The challenge for our department - Hazel and I are both very clear about this - is both to marshal the attention within central government to this LAA process, to make sure there is a much clearer and better understanding that this is the principal way in which central government will commission what it wants to see from local government.
I am also clear that there is still a 'hearts and minds' task to be done with certain parts of central government. There is a question which we can help to answer - there is a question in the end only you can help to answer - which is around not just the comprehension of this process but the confidence that it can deliver on the national priorities that other government departments, and the government as a whole, has.

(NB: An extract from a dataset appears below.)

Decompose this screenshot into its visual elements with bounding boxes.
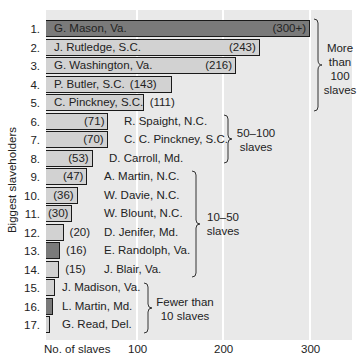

In the end it is going to be the quality of the discussions, the negotiations, the agreement, and then the actions that you are going to need in your local areas that will reinforce this process for the future and allow us potentially to do a great deal more through it in future too.
The third point is the challenge for local government. In many ways this is a summary of what has already been said. These are a challenge for many areas. While we in central government turn our attention away from the detail of local government, you in turn must turn your attention away from us and more towards your local area and your local communities.

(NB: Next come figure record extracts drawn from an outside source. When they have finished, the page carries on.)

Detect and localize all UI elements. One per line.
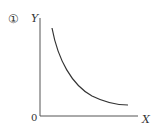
chart-area	[0, 0, 156, 129]
curve-line	[52, 28, 128, 105]
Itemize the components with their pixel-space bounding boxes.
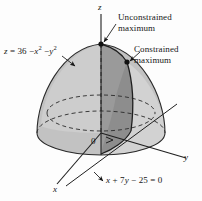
- constrained-maximum-line-1: Constrained: [134, 44, 179, 55]
- origin-label: 0: [91, 136, 96, 146]
- constraint-eq-zero: 0: [158, 175, 163, 185]
- surface-equation-label: z = 36 −x2 −y2: [4, 46, 57, 57]
- figure-container: z = 36 −x2 −y2 Unconstrained maximum Con…: [0, 0, 202, 201]
- constraint-eq-constant: 25: [139, 175, 148, 185]
- x-axis-label: x: [53, 184, 57, 194]
- unconstrained-maximum-line-2: maximum: [118, 23, 172, 34]
- constrained-maximum-point: [124, 59, 129, 64]
- constraint-eq-minus: −: [131, 175, 136, 185]
- surface-eq-exp-y: 2: [53, 44, 56, 51]
- leader-unconstrained-maximum: [104, 24, 116, 42]
- surface-eq-exp-x: 2: [38, 44, 41, 51]
- z-axis-label: z: [98, 2, 102, 12]
- constraint-eq-plus: +: [112, 175, 117, 185]
- constrained-maximum-line-2: maximum: [134, 55, 179, 66]
- surface-eq-lhs: z: [4, 46, 8, 56]
- constraint-eq-term-x: x: [106, 175, 110, 185]
- constraint-equation-label: x + 7y − 25 = 0: [106, 175, 162, 186]
- surface-eq-constant: 36: [18, 46, 27, 56]
- leader-constraint-equation: [94, 172, 103, 181]
- unconstrained-maximum-label: Unconstrained maximum: [118, 12, 172, 33]
- y-axis-label: y: [184, 152, 188, 162]
- constraint-eq-equals: =: [150, 175, 155, 185]
- constrained-maximum-label: Constrained maximum: [134, 44, 179, 65]
- unconstrained-maximum-point: [98, 41, 103, 46]
- constraint-eq-term-y: y: [125, 175, 129, 185]
- unconstrained-maximum-line-1: Unconstrained: [118, 12, 172, 23]
- surface-eq-equals: =: [10, 46, 15, 56]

Finally I hope you will allow me to finish on a wider, and slightly more philosophical note that tries to pull everything together.
It is this. I said earlier on that we are at a decisive point in a decisive period of the development and recasting the relationship between the centre and local government.
What I think is clear to us now is that overstrong central government doesn't work in practice and is wrong in principle. Whitehall is simply too remote to make the calls about what will improve day-to-day life and how to do this in each area. In each area the unique mix of heritage and contemporary economic, social and environmental circumstances make this task from the centre impossible.
Central solutions may work in some places, but are unlikely to fit as well elsewhere. Nor are the solutions likely to be fully 'owned' or driven by local leaders, or are they likely to inspire them to be ambitious and innovative for their communities.
However, at the other end of the spectrum, a kind of council UDI is equally implausible in practice and in principle. Frankly removing all rules, ringfencing and auditing is just plain wrong. Wherever people live they expect to see certain standards. They are fully aware nowadays of what life is like for people in other parts of the country. And they expect certain things to be tackled or changed or determined at a national level. And they rightly expect elected national governments to ensure that they are.
What is clear is that the complexities and interconnectedness of modern society means that the splendid 'go it alone' municipal action of the Victorian era or indeed the 'no-holds barred' local government 'party' of the 1960s, neither are useful models for us in this decade.
So the modern governance challenge is to map out a new settlement - a new balance between the proper responsibilities and accountabilities at the national, regional, local and neighbourhood levels.
For me this is the context, this is part of the challenge for LAAs. This is why LAAs are really so important because they are a part - potentially a very important part - in meeting that wider modern governance challenge. Thank you.